Our pooling was pretty shitty actually, but it didn't need to be fancy as 95% of our code was some sort of batch processing (as you guessed), after which the JVM terminated. But yes, highly tweaked JDBC drivers over all.
Hibernate has iterator methods, but I recall (in 2010) it still loaded the entire result set into memory, with a //TODO comment. I remember thinking "W...T...F..." I can't tell you how many -Xmx16G (or 32/64) flags I deleted...
Correct, iterator-based-streaming, as java6 was the norm when I wrote this. And yes, you're obviously at the mercy of your JDBC driver. Though I'd argue if your results are fitting into PostgreSQL's default preload size (whatever it may be) you don't really need to worry about it. But I promise you it does stream. (TS is not known for it's small datasets...)
Fair enough. I don't know enough about jOOq to claim equivalency to your baby. I just wrote DKO to scratch an itch. (That itch being Hibernate!) Fully supportive of the general pattern, and glad you're free now for open source databases. In hindsight, perhaps I should have sought out VC funding. :)
Massive and continual support? That has not been my experience. Even after leaving TS, it looks like Lynch (who took over internal support: https://github.com/salynch/DKO) has make only a dozen or so commits. SQL is not a fast-changing target.
Fintech startup (hvst.com); funded. Python+Bottle+React framework. No-nonsense self-directed work environment.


• [Exercise requirements]: In the listing below, how many lines contain the string "nmuscles"? Reply with the number alone.

• [Data shown]:
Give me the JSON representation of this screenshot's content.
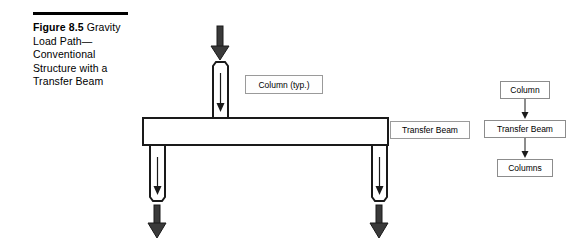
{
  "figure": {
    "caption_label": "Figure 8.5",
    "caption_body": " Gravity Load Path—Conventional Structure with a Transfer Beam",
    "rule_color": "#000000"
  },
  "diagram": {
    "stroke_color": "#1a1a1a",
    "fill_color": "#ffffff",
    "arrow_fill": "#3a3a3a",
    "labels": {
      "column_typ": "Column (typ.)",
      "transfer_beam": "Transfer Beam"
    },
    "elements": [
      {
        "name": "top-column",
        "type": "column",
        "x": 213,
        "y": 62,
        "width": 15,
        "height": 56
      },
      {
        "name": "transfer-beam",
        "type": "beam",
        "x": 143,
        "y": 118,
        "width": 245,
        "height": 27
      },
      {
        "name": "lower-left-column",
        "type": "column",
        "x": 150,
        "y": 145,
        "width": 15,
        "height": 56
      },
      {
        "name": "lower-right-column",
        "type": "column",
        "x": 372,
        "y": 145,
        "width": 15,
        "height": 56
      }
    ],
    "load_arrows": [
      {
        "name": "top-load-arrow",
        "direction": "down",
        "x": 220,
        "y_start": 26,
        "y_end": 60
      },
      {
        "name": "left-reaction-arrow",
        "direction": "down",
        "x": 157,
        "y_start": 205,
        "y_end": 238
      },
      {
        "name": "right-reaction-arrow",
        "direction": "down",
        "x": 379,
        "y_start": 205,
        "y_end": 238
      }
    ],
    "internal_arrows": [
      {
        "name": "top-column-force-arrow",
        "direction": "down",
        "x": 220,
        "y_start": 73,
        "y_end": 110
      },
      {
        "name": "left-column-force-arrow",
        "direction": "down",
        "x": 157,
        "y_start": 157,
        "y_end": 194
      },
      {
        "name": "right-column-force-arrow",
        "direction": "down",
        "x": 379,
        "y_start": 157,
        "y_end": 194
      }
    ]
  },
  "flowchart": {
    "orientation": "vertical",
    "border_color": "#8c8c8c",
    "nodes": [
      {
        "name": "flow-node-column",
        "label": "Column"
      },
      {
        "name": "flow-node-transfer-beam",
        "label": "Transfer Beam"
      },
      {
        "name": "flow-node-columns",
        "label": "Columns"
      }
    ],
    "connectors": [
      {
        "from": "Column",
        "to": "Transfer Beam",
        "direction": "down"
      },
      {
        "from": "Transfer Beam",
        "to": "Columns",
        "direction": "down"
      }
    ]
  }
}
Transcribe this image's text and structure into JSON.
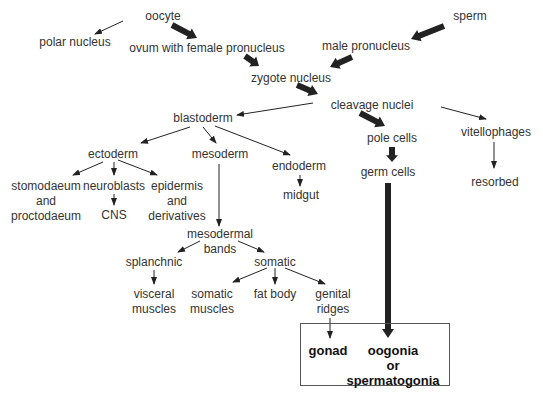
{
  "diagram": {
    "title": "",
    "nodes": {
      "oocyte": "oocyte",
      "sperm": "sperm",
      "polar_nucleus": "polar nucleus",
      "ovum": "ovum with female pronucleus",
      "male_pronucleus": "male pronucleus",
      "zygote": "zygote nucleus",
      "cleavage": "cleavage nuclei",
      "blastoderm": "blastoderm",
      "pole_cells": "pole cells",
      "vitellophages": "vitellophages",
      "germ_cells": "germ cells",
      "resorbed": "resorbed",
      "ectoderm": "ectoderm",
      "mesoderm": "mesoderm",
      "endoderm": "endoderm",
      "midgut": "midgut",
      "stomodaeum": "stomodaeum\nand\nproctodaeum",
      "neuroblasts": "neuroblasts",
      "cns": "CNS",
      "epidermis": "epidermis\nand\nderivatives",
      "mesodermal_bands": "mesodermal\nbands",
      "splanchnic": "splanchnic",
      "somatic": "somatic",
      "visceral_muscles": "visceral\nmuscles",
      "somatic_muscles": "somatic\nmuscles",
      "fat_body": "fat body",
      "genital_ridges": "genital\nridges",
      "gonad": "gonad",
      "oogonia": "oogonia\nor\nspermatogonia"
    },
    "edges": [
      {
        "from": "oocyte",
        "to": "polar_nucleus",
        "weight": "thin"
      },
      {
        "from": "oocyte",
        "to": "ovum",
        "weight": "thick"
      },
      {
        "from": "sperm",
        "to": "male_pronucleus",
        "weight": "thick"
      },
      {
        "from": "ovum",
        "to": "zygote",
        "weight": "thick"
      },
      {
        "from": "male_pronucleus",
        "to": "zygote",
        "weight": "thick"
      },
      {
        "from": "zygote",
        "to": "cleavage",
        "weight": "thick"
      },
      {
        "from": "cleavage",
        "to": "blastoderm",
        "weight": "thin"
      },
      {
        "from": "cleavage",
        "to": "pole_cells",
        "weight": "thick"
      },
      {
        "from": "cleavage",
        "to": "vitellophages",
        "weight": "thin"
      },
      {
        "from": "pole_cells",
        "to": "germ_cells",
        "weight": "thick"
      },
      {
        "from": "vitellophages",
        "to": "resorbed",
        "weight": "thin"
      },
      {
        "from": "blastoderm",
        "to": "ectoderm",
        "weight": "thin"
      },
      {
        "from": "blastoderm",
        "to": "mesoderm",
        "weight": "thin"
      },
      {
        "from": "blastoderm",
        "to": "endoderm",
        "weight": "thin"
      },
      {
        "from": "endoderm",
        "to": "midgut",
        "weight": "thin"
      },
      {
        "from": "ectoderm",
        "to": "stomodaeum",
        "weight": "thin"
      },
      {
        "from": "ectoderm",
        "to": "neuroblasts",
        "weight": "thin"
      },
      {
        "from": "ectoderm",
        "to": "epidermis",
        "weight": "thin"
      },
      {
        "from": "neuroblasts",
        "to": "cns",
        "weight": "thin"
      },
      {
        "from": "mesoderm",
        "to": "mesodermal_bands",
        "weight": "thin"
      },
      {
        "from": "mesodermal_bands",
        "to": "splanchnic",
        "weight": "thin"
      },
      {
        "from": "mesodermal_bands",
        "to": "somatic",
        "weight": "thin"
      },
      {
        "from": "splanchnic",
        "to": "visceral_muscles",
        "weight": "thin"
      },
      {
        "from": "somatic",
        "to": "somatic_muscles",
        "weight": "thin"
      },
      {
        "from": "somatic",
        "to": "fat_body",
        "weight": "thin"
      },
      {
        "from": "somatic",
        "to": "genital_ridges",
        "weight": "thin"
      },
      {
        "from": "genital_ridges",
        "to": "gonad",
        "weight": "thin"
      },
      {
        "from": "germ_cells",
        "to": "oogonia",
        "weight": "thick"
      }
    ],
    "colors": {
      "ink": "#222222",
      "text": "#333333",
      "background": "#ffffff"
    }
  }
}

• [Task solution]: 2